In short, missiles have brought us to a point in global history when well guarded national boundaries are no longer sufficient to guard a nation's citizens against foreign military threats. Unless all neighbors within missile range of your nation can be trusted not to fire missiles at your nation, your people are at risk. This does lend credence to President Bush's doctrine of pre-emptive use of military force, one that the historical accident of the timing of affordable missile technology has handed to him, as much as anything about President Bush personally. National boundaries are less relevant than they used to be in earlier ages of military technology.

But, what both President Bush and Israel have failed to appreciate, and have learned the hard way (as did President Clinton before him), is that transitory strikes at specific targets don't solve the problem. Often the problem is not the actual malice of the reigime that is home to the threat itself, so much as its indifference to its neighbor's fate, and its ineffectiveness at shutting down terror groups aimed at a foreign regime rather than it.

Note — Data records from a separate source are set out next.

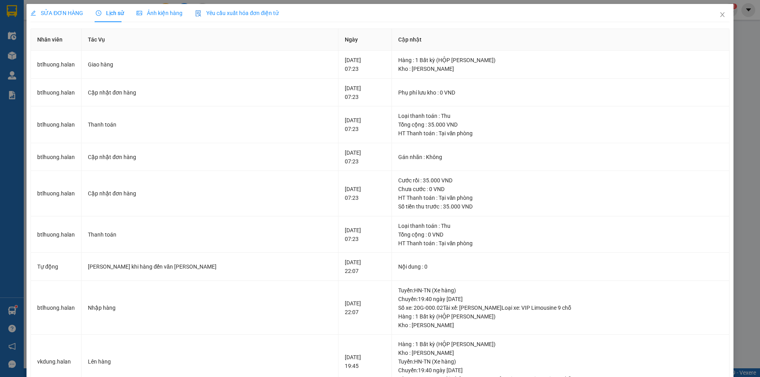 The height and width of the screenshot is (377, 760). I want to click on div: Tổng cộng : 0 VND, so click(561, 235).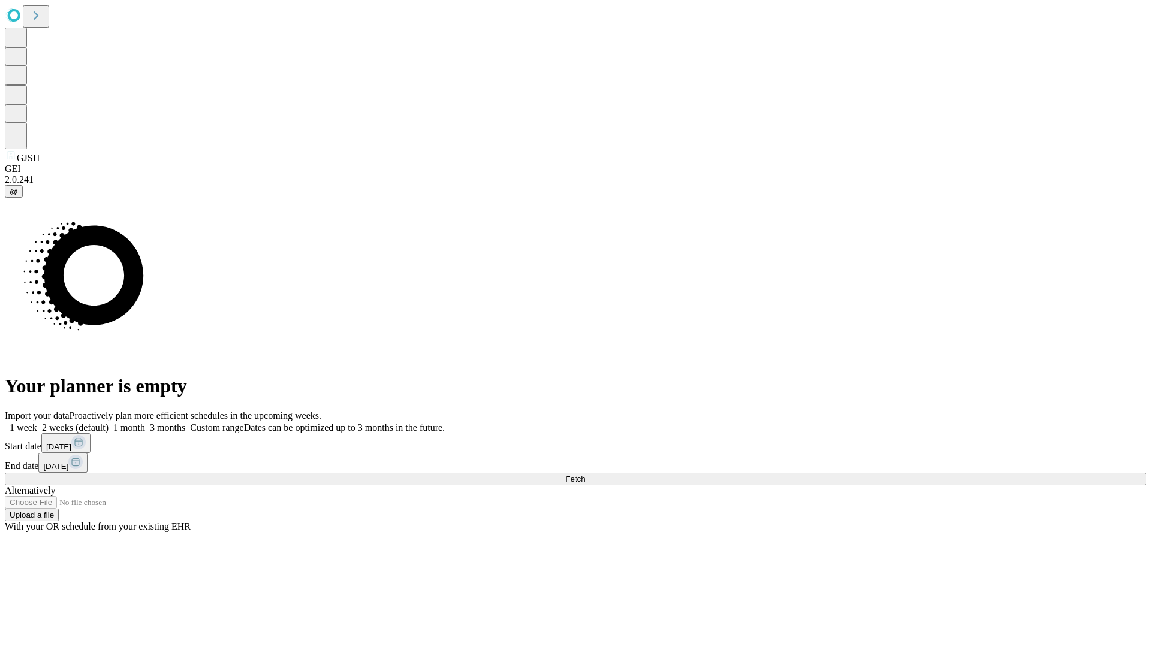 The height and width of the screenshot is (647, 1151). What do you see at coordinates (98, 526) in the screenshot?
I see `span: With your OR schedule from your existing EHR` at bounding box center [98, 526].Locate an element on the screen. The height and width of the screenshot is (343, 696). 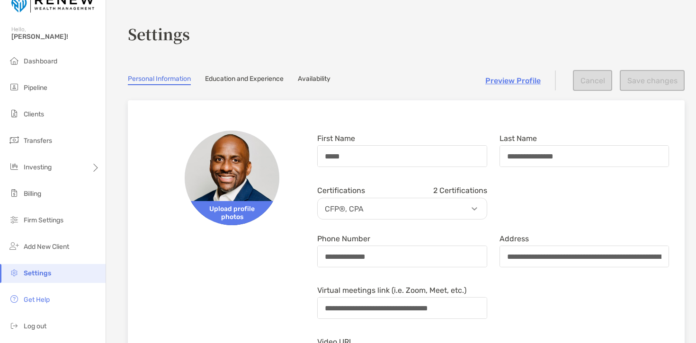
a: Education and Experience is located at coordinates (244, 80).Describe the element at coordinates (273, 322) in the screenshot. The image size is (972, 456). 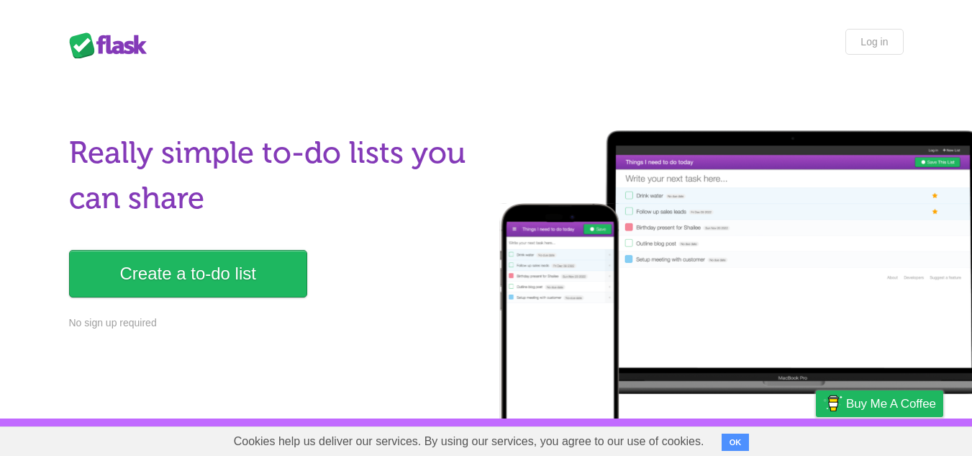
I see `p: No sign up required` at that location.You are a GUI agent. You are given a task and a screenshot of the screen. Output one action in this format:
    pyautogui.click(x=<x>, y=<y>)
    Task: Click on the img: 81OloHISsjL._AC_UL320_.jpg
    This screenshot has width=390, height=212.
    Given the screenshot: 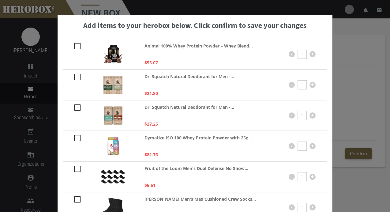 What is the action you would take?
    pyautogui.click(x=113, y=146)
    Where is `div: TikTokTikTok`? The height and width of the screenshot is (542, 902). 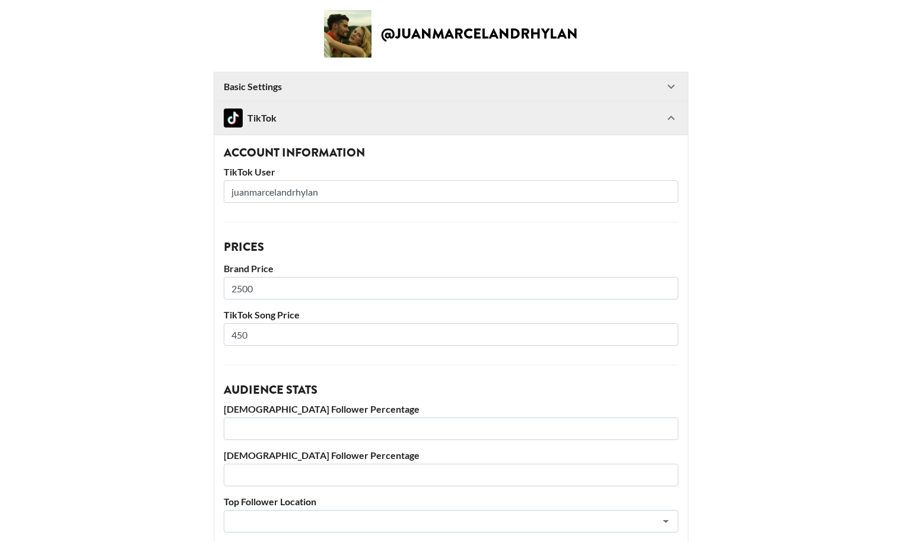 div: TikTokTikTok is located at coordinates (451, 118).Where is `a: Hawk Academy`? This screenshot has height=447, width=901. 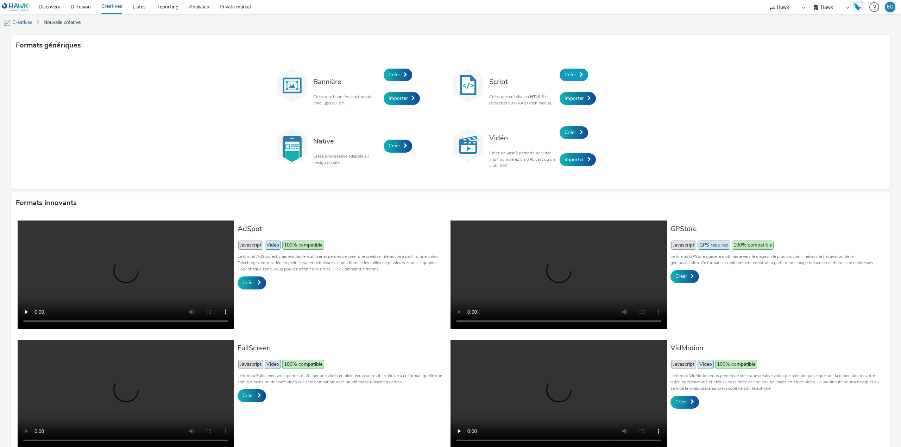
a: Hawk Academy is located at coordinates (859, 7).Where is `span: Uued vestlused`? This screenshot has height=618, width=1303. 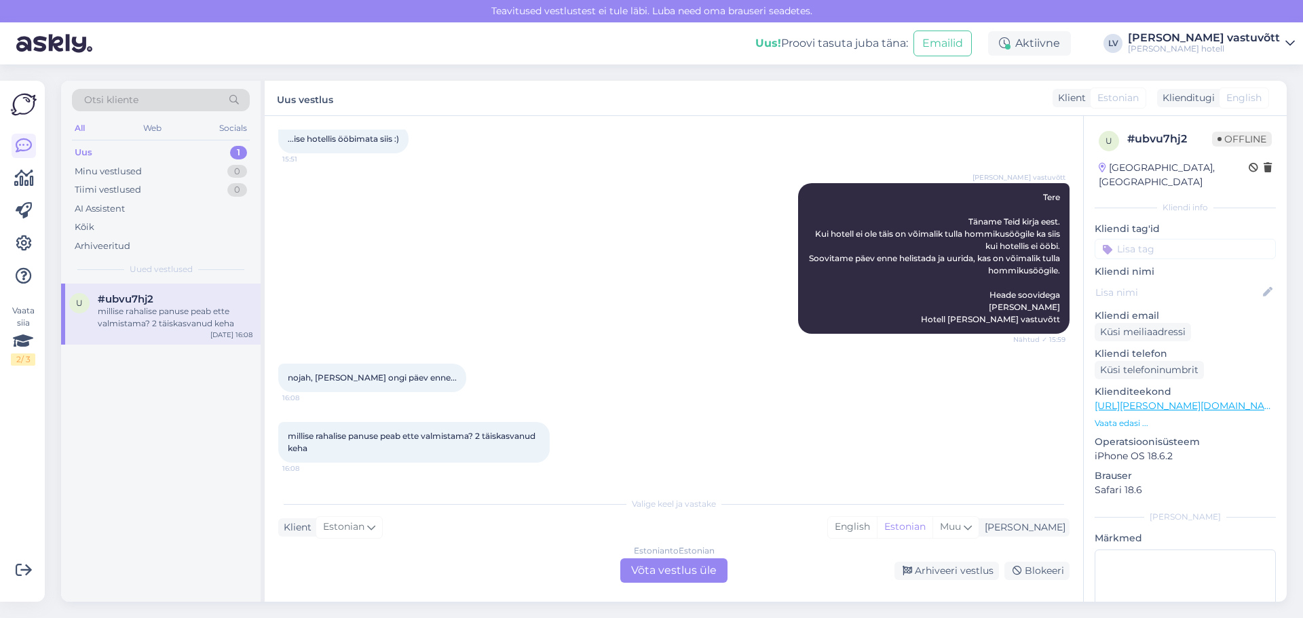
span: Uued vestlused is located at coordinates (161, 270).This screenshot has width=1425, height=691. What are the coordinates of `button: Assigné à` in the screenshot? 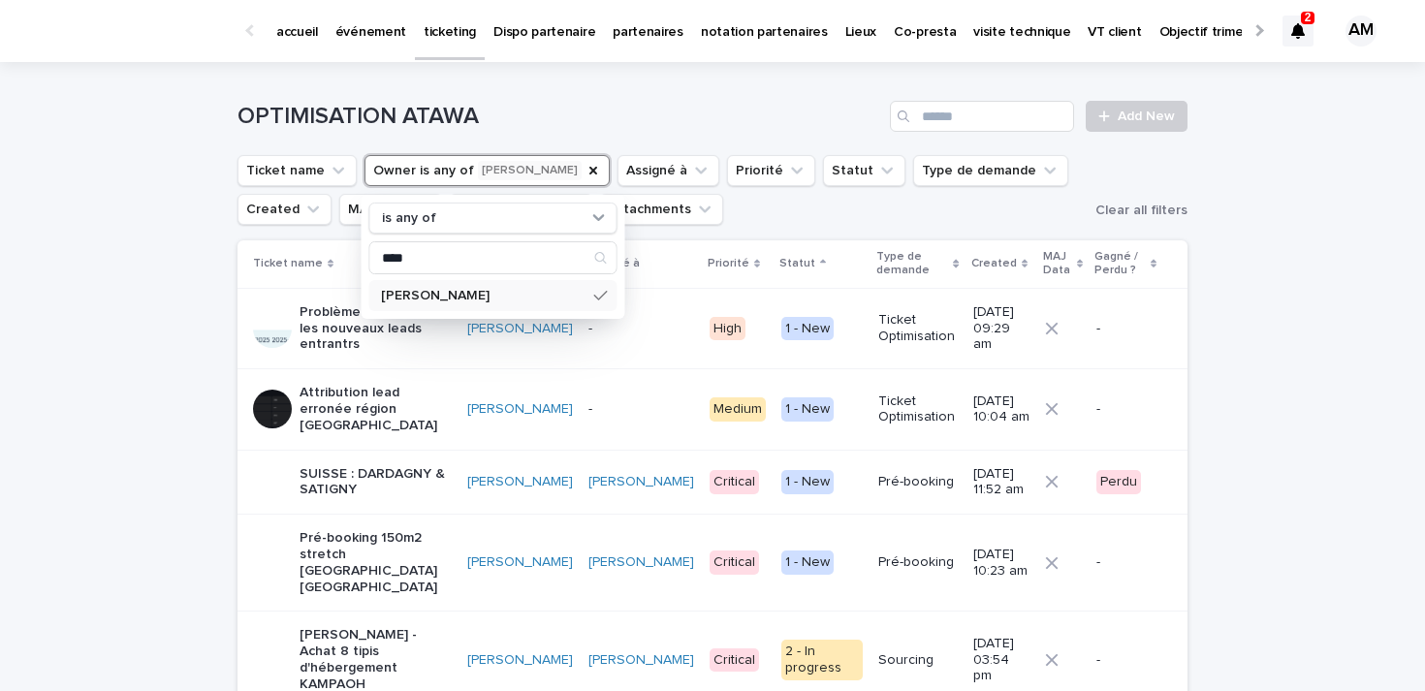 It's located at (668, 171).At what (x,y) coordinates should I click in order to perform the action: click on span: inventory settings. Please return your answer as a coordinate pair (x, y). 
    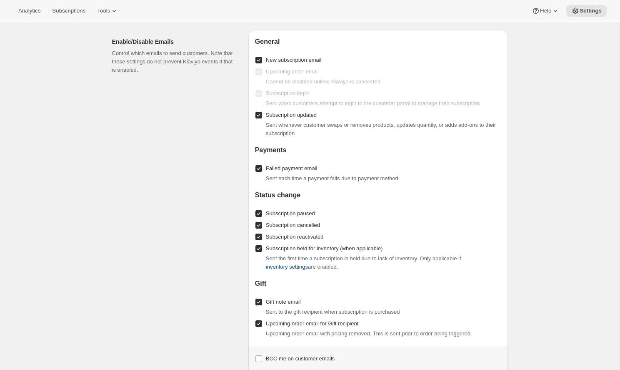
    Looking at the image, I should click on (287, 267).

Unless you can replace the regime that is a problem with a genuinely effective and internationally responsible regime, you still have a problem.

(Substantial copy edits completed on July 26, 2006; substance unchanged)

18 July 2006

User's Fees For National Security

Maybe you've read economics textbooks talk about how national defense is a common good that we all pay taxes for in exchange for receiving the protection of the national government. Forget about it. The Bush Administration believes in user's fees:

While Europe has been chartering its citizens back home for days now, it was just today that this government got its shit together (to use our Evangelical president's thoughtful language), and began evacuating a few hundred out of the about 8,000 who can't wait to leave. But there's a catch, Americans have to sign an agreement stating that they will reimburse the government for the evacuation. Let me repeat that: Americans being evacuated by our government due to attacks that our government supports, have to sign an agreement, before boarding, stating that they will reimburse the government for the evacuation.

House Minority Leader Nancy Pelosi was quoted saying "A nation that can provide more than $300 billion for a war in Iraq can provide the money to get its people out of Lebanon."


I don't remember Congress passing a law authorizing the Defense Department to charge U.S. citizens to be evacuated from war zones, but maybe the President just thinks that this is part of his inherent authority.

UPDATE: Secretary of State Rice rethinks this really bad idea and abandons the user's fee idea.